Once you get past the fact that what you're hearing–a massively commanding, operatic voice throbbing with a soul as big as the entirety of the Independent–is booming forth from a person smaller than the plague known as Snooki from Jersey Shore, you can start to experience Zola Jesus' primal goth-industrial pop music for what it essentially is in a live setting: a riveting sonic spectacle akin to a religious service conducted by a precocious girl from rural Wisconsin, dressed all in white.
From the very first notes, her songs seem to possess all 4'11" of Nika Roza Danilova, the Zola Jesus project's mastermind. She's constantly wide-eyed behind her veil of bleached-blond hair, while her arms and legs twist, flail and pulse to the lush orchestral synth beats and thunderous drums that swathed the entire venue in the same eerie, desolate landscape of sound that swells and undulates throughout her latest disc Conatus. She hops to either end of the stage and isn't afraid to headbang. And that voice...there isn't anything quite like it on airwaves, digital or analog, anywhere. Classically trained but lacking the irritatingly boring perfection opera singers work their entire lives to achieve, her pipes command immediate attention not with their range, but with their utter immensity and subtle flaws that give it the rustic, natural beauty found only in people born to do exactly what she's doing. The fact that her voice can stand up the barnstorming compositions her band puts forth is a startling testament to her future as force to be reckoned with.
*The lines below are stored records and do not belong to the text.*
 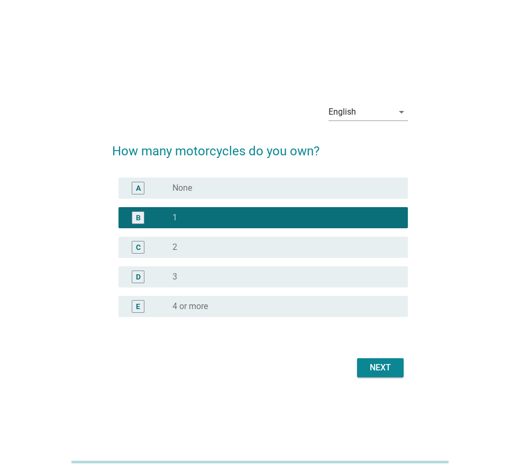 I want to click on label: 3, so click(x=174, y=277).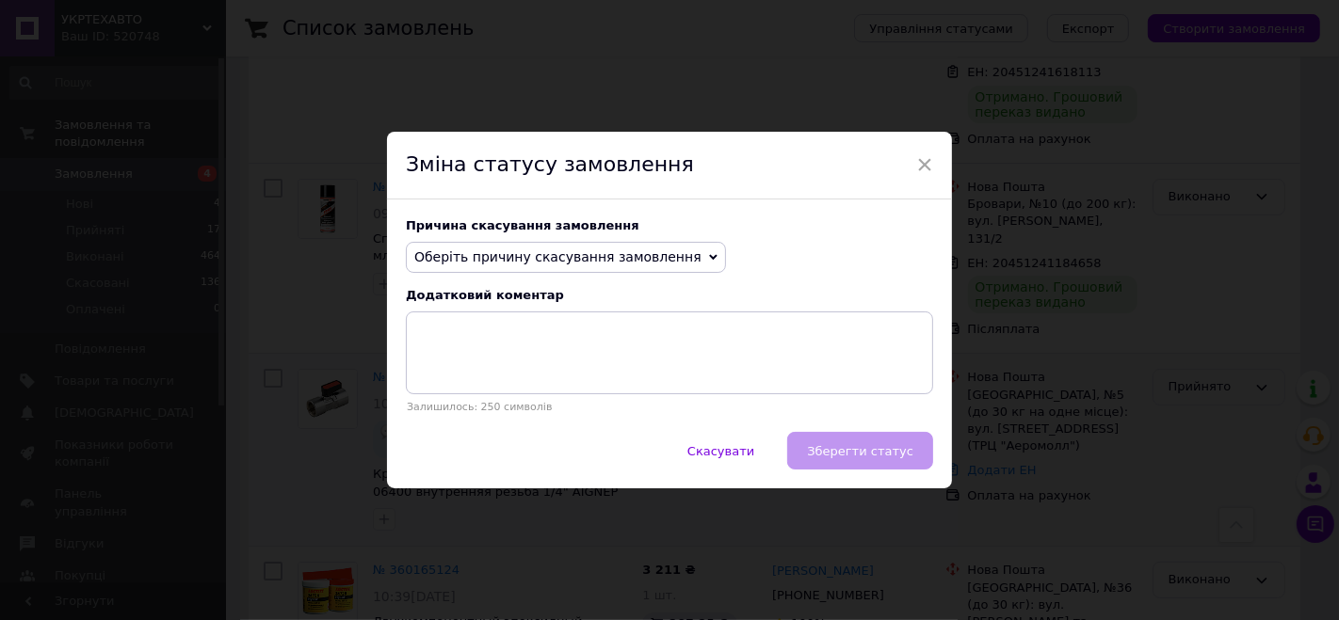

Hands in the air like a mini Mariah (and I do mean that as a compliment), Danilova's sung the whole of Conatus, save for two tracks from previous releases, "Night" and "Sea Talk", which can both already be called Zola Jesus classics. Her songs tell tales of personal prisons–whatever or whomever may be creating them isn't always clear–and the way she performs them feel cathartic, as if she's breaking free a little more after each howled verse. "Collapse", with its repeated words "It hurts me, yes it hurts to let you in" over a bursting synth line that sounds like trilling violins is like the apex of a church sermon when divine spirits are being summoned by everyone in the room. During "Seekir"'s machine gun beats, Danilova hopped into the crowd, disappearing as she weaved through the audience, danced with several people, and sang "I wanna go-o-o-o 'till I never stop." Now I believe her everytime I hear it. Although most of the chopped-and-screwed "Shiver", as she has admitted, doesn't even contain real words, the power in her voice is still a magnet for the ears. She sings jibberish so convincingly, you'll find your brain desperately trying to fill in the blanks.
Between songs, each time the audience erupted into applause and screams of "We love you!", she looked as if she couldn't believe all these people came out just to see her sing. She's going to have to get used to it, because there are a whole mess of other people trapped in their own personal prisons who might just need the power of her music to help them break free too.